The names of the private witness table accessor thunks we generate for
an opaque return type mangle the concrete conformance of the underlying
type.
If a conformance requirement of the opaque return type was witnessed by
a conditional conformance of a variadic generic type, we would crash
because of an unimplemented case in the mangler.
Fixes rdar://problem/125668798.
Emit metadata for runtime checks of conformances of associated types to
invertible protocols, e.g., `T.Assoc: Copyable`. This allows us to
correctly handle, e.g., dynamic casting involving conditional
conformances that have such constraints.
The model we use here is to emit an invertible-protocol constraint
that leaves only the specific bit clear in the invertible protocol
set.
Invertible protocols are currently always mangled with `Ri`, followed by
a single letter for each invertible protocol (e.g., `c` and `e` for
`Copyable` and `Escapable`, respectively), followed by the generic
parameter index. However, this requires that we extend the mangling
for any future invertible protocols, which mean they won't be
backward compatible.
Replace this mangling with one that mangles the bit # for the
invertible protocol, e.g., `Ri_` (followed by the generic parameter
index) is bit 0, which is `Copyable`. `Ri0_` (then generic parameter
index) is bit 1, which is `Escapable`. This allows us to round-trip
through mangled names for any invertible protocol, without any
knowledge of what the invertible protocol is, providing forward
compatibility. The same forward compatibility is present in all
metadata and the runtime, allowing us to add more invertible
protocols in the future without updating any of them, and also
allowing backward compatibility.
Only the demangling to human-readable strings maps the bit numbers
back to their names, and there's a fallback printing with just the bit
number when appropriate.
Also generalize the mangling a bit to allow for mangling of invertible
requirements on associated types, e.g., `S.Sequence: ~Copyable`. This
is currently unsupported by the compiler or runtime, but that may
change, and it was easy enough to finish off the mangling work for it.
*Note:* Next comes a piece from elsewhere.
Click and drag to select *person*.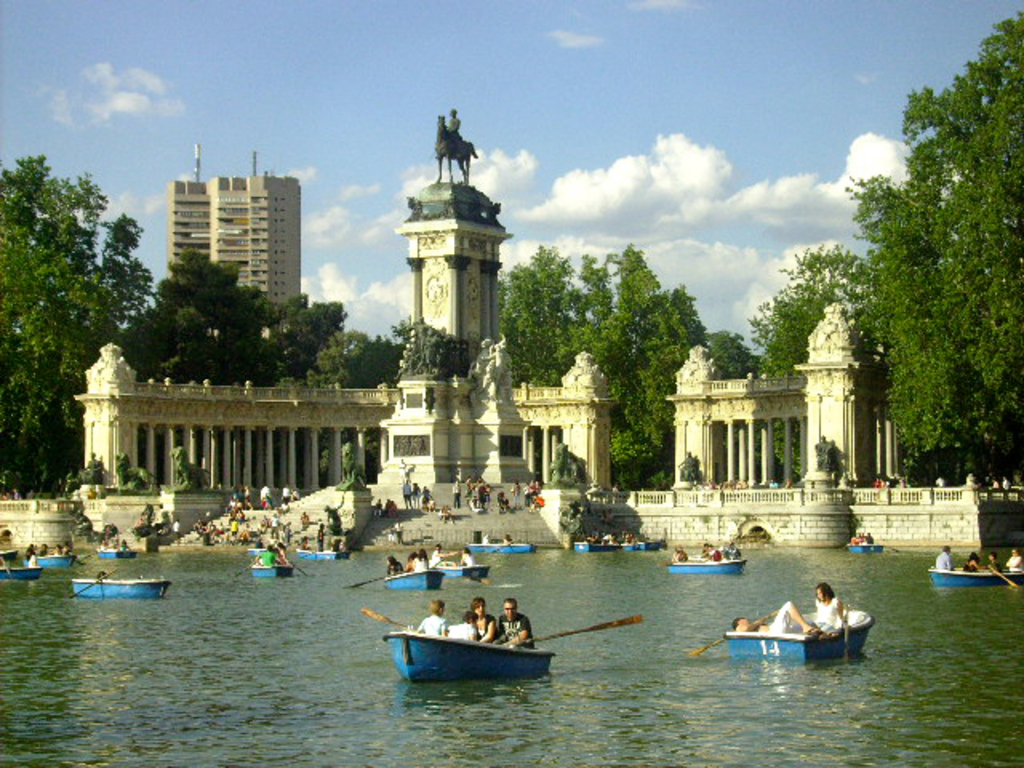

Pitch - https://github.com/apple/swift-evolution/pull/2305
Changes highlights:
dependsOn(paramName) and dependsOn(scoped argName) syntax
dependsOn(paramName) -> copy lifetime dependence for all parameters/self except
when we have Escapable parameters/self, we assign scope
lifetime dependence.
Allow lifetime dependence on parameters without ownership modifier.
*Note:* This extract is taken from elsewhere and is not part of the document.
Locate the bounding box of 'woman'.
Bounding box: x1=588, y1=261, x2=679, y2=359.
Always infer copy lifetime dependence except when we have
Escapable parameters/self, we infer scope lifetime dependence.
Allow lifetime dependence inference on parameters without ownership modifier.
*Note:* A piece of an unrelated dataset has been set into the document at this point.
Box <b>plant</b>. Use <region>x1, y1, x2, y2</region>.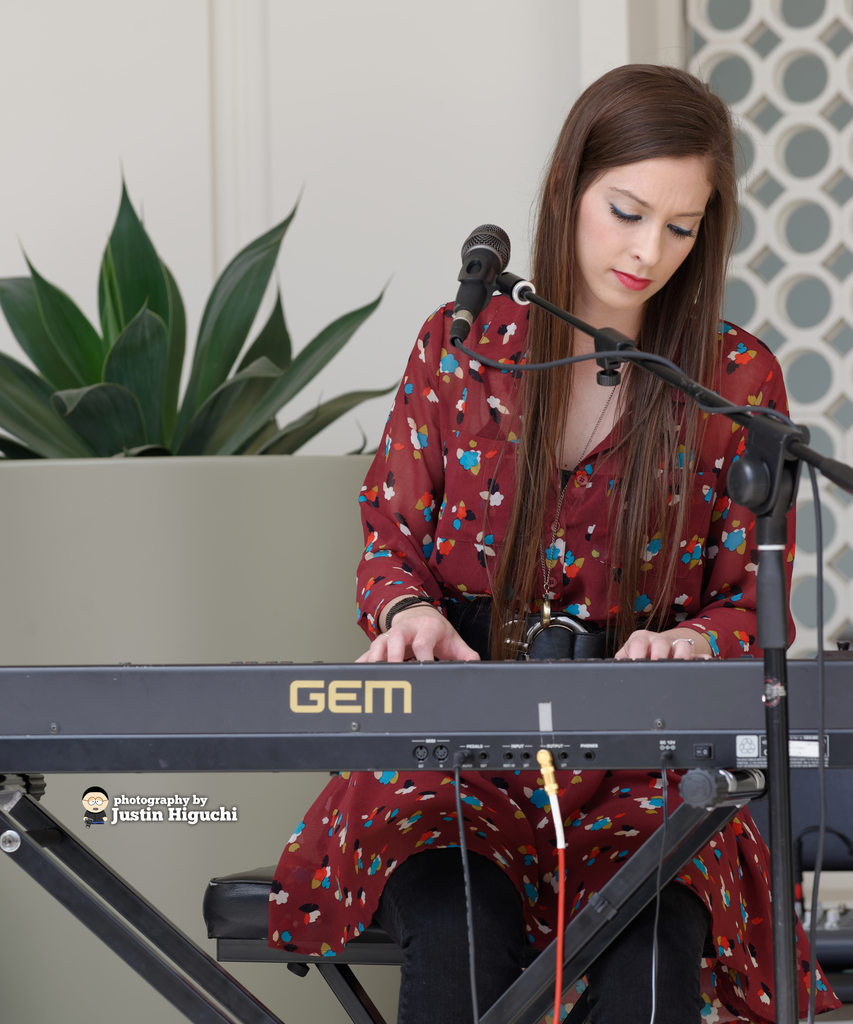
<region>0, 164, 406, 458</region>.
For entities that must be part of the primary definition of a type,
mangle without inverses on the generic parameters of the enclosing
type. This ensures that we can adopt noncopyable on the generic
parameters without breaking the mangling of the fundamental entities
that describe the layout of the type.
Do this for enum elements first, so we don't break the mangling of
`Optional`. There will be other cases to consider as well.